The shift has been rapid. In the first half of 2025, American investors represented approximately 25% of Movingto's source-market enquiries in an earlier CRM system. By the second half of 2025 and into early 2026, under improved data capture in a new system, that figure had risen to 52%, with a peak of 55% in October 2025. While differences in data capture rates between systems may account for some of the increase, the monthly trend within the current system — where methodology is consistent — shows US share sustained above 33% for seven consecutive months, confirming the structural nature of the shift.
February 2026 omitted; a CRM migration during that month prevents reliable isolation of organic enquiry data.
The October Spike
October 2025 recorded the highest concentration of US investor enquiries in the dataset, representing 55.2% of all incoming enquiries for the month. This coincides with the immediate aftermath of the November 2024 US presidential election result and the policy uncertainty that followed. While correlation does not establish causation, the pattern is consistent with what migration advisors across the industry have reported: political transitions in the United States reliably produce spikes in second-residency exploration among high-net-worth Americans.
External context: Movingto's data is consistent with multiple independent sources reporting a surge in American outbound migration interest. The Henley & Partners Private Wealth Migration Report 2025 recorded 142,000 millionaire relocations globally, with projections of 165,000 in 2026. Harvey Law Group reported that approximately 1,285 US citizens relocated overseas in Q1 2025 alone, with full-year projections approaching 5,000 — the highest since 2020. CS Global Partners described the trend as a "tipping point" in which Americans are "voting with their feet in record numbers." Movingto's enquiry data adds a demand-side signal to these supply-side observations: the interest is not only real, it is accelerating.
Source Market Breakdown
While the United States leads with 52% of source-market enquiries, the UK represents the second-largest source market at 26.4%. This aligns with broader industry data showing record outflows of millionaires from the UK following the abolition of the non-domiciled tax regime and changes to inheritance tax policy.
| Rank | Country | Share |
|---|---|---|
| 1 | United States | 52.0% |
| 2 | United Kingdom | 26.4% |
| 3 | UAE | 4.7% |
| 4 | Australia | 4.1% |
| 5 | Pakistan | 3.7% |
| 6 | India | 3.6% |
| 7 | Saudi Arabia | 3.1% |
| 8 | Turkey | 2.5% |
Source market reflects the country investors are enquiring from, excluding leads from destination countries (Portugal, Spain) where enquiries typically relate to existing residency holders.
The presence of the UAE (4.7%) and Saudi Arabia (3.1%) as source markets is notable.
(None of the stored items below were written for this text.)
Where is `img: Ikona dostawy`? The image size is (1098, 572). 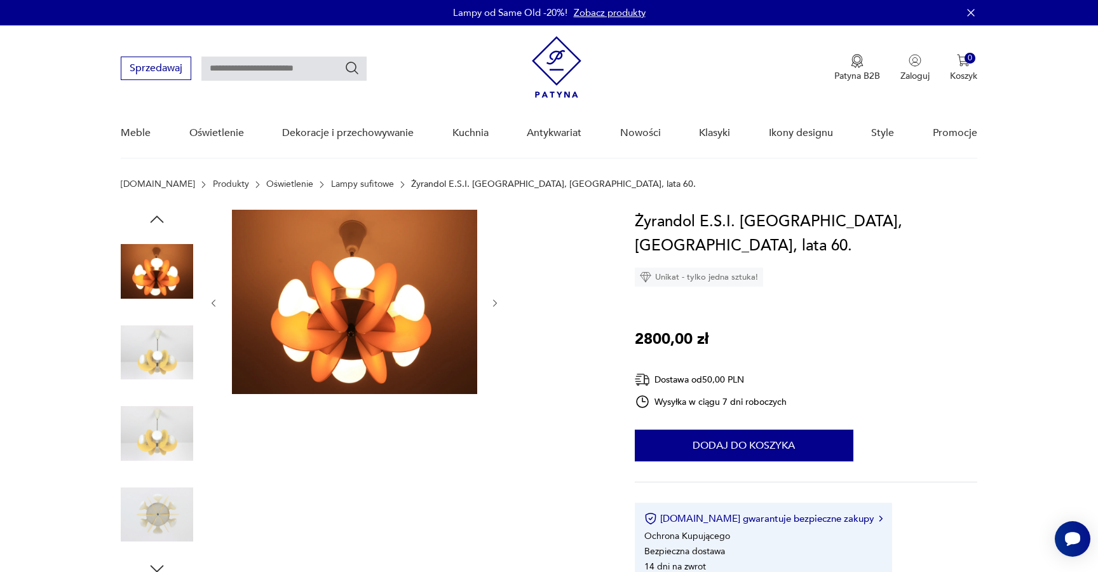
img: Ikona dostawy is located at coordinates (642, 379).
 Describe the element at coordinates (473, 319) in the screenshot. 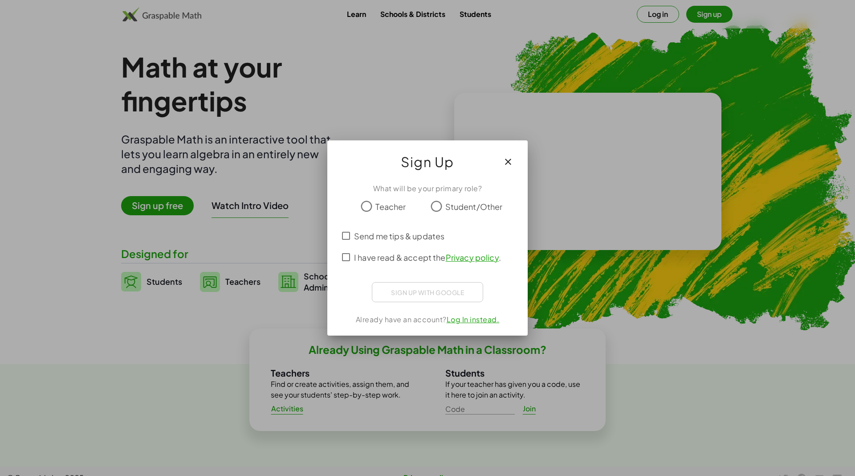

I see `a: Log In instead.` at that location.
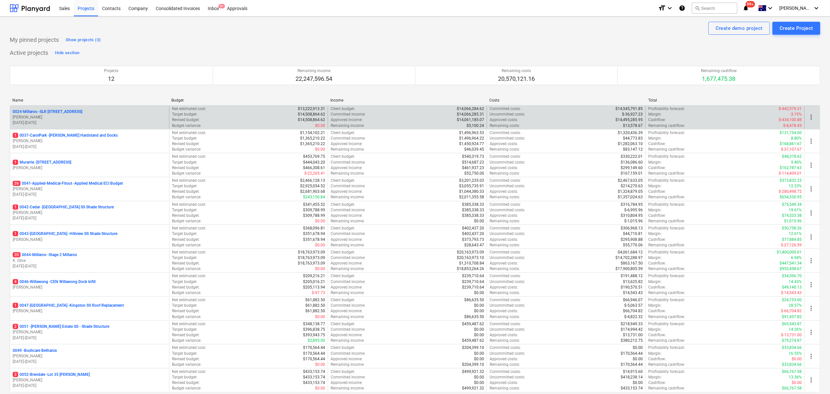 The height and width of the screenshot is (394, 830). I want to click on div: Name, so click(89, 100).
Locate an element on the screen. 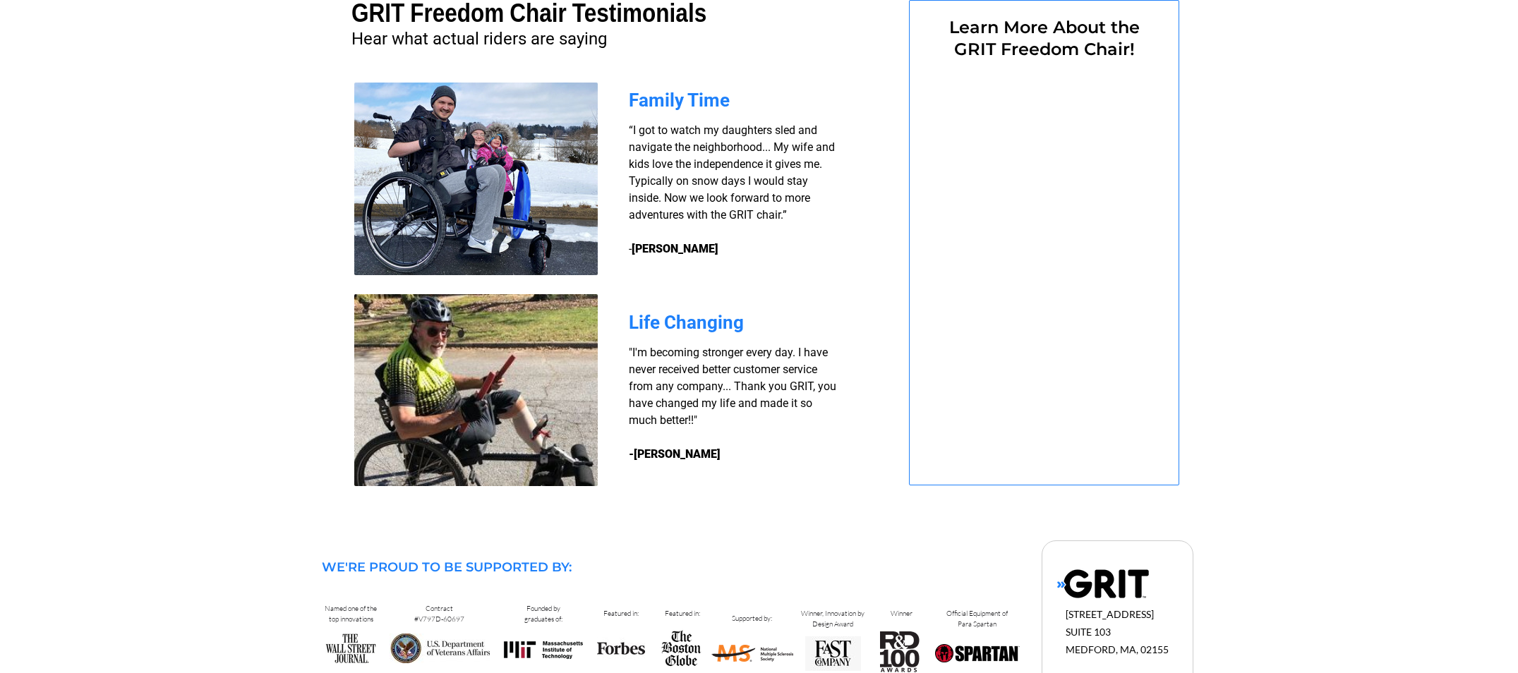 This screenshot has height=673, width=1518. span: Hear what actual riders are saying is located at coordinates (479, 39).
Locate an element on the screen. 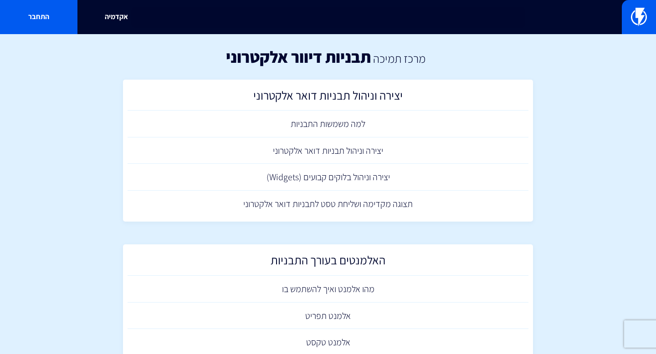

These are not countries typically associated with outbound migration, but they reflect a growing cohort of Gulf-based professionals and entrepreneurs seeking European residency as a diversification strategy rather than a primary relocation.
How investors find advisory firms is also shifting. Movingto recorded leads originating from ChatGPT.com during the reporting period, making AI-powered search a small but measurable new referral channel for investment migration. This category of lead source did not exist eighteen months ago.
Programme Demand: Golden Visa Leads
Portugal's Golden Visa remains the most enquired-about programme in Movingto's portfolio, accounting for 33% of all programme-tagged enquiries across the reporting period. The D7 passive income visa (25.2%) and D8 digital nomad visa (12.8%) represent the next most popular Portugal-specific pathways, indicating demand across the full spectrum of residency options rather than concentration in a single programme.
| Programme | Share | Trend (H2 2025 vs Q1 2026) |
|---|---|---|
| Portugal Golden Visa | 33.0% | 35.7% → 29.5% |
| Portugal D7 (Passive Income) | 25.2% | 20.8% → 30.7% |
| Spain Residency | 13.4% | 14.2% → 12.4% |
| Portugal D8 (Digital Nomad) | 12.8% | 9.5% → 16.8% |
| Italy Residency | 8.8% | 12.4% → 4.1% |
| Portugal D2 (Entrepreneur) | 6.9% | 7.4% → 6.3% |
Italy's sharp decline in Q1 2026 likely reflects the end of Italy's flat-tax incentive for new residents, which was restructured in late 2025, reducing its attractiveness relative to Portugal and Spain for incoming investors.
The Nationality Law Effect
In June 2025, the Portuguese government proposed extending the residency requirement for citizenship from five years to ten years. The proposal was approved by Parliament in October 2025, referred to the Constitutional Court in November, and partially struck down in December 2025. As of March 2026, the existing five-year pathway remains in effect while Parliament considers revisions.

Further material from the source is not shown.